The monster is tightening its grip on him.

He doesn’t move when the bolts on the doors start to release, when the handle clicks and the door nudges against his dead weight. It persists, shoving him aside and Andy steps in.
"You better be alive.", he teases.

He growls in response, “Barely.”

Andy hums decisively, kneeling before him. His inquisitive eyes are peering behind thick lenses, and Pete averts his eyes, not helping to notice Andy’s probing stares. He runs a hand through his combed hair, shaking his head. His tone is soft, subjective.

“Why haven’t you been feeding? You know what happens…what did happen.” Pete shook his head, slowly and silently. Andy sighed. "You can't keep doing this to yourself, Pete. Feeding is inevitable for you. You need to drink it so that shit like tonight won't happen again."

"I didn't mean to. I didn't want to kill him." Pete's voice shook with regret.

"You very nearly did." There was a brief window of quiet between them as Andy put his hands gingerly onto Pete's folded forearms.

He flinched at the contact, and recoiled further into the door. He wanted to ignore the inviting pulse, the beckoning aroma of Andy that was well within reach. Pete ran his tongue over his teeth as his breath quickened. Sensing this, Andy backed off but stood his ground, letting go of him.
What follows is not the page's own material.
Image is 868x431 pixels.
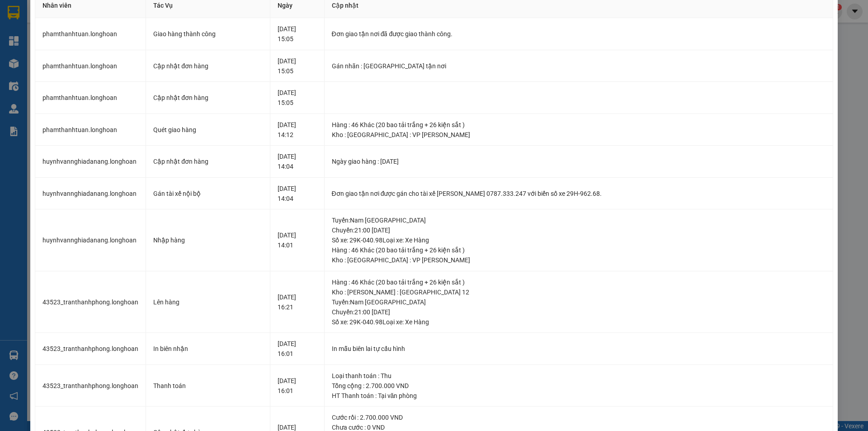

"Why won't you take it, Pete?"

"It numbs me, only for a while. It does nothing. I...I need something more. It eats away at me every second." His voice was husky and coarse as he spoke. "But...I don't want to kill. I can't."

"You can stay with your decision, but I can't stand seeing you like this." Andy spoke softy, getting to his feet. He pulled Pete up with him, heading out into the hall. Almost literally, he was carrying a corpse. "I'll go to the hospital in the morning and come back with some O positives for you."

"No, Andy, I can't--"

Andy braces a hand to his neck over the sensitive scars. "They're donations, Pete, relax.", and he places a packet into his hand, biting his tongue to hold back the flood of negative thoughts.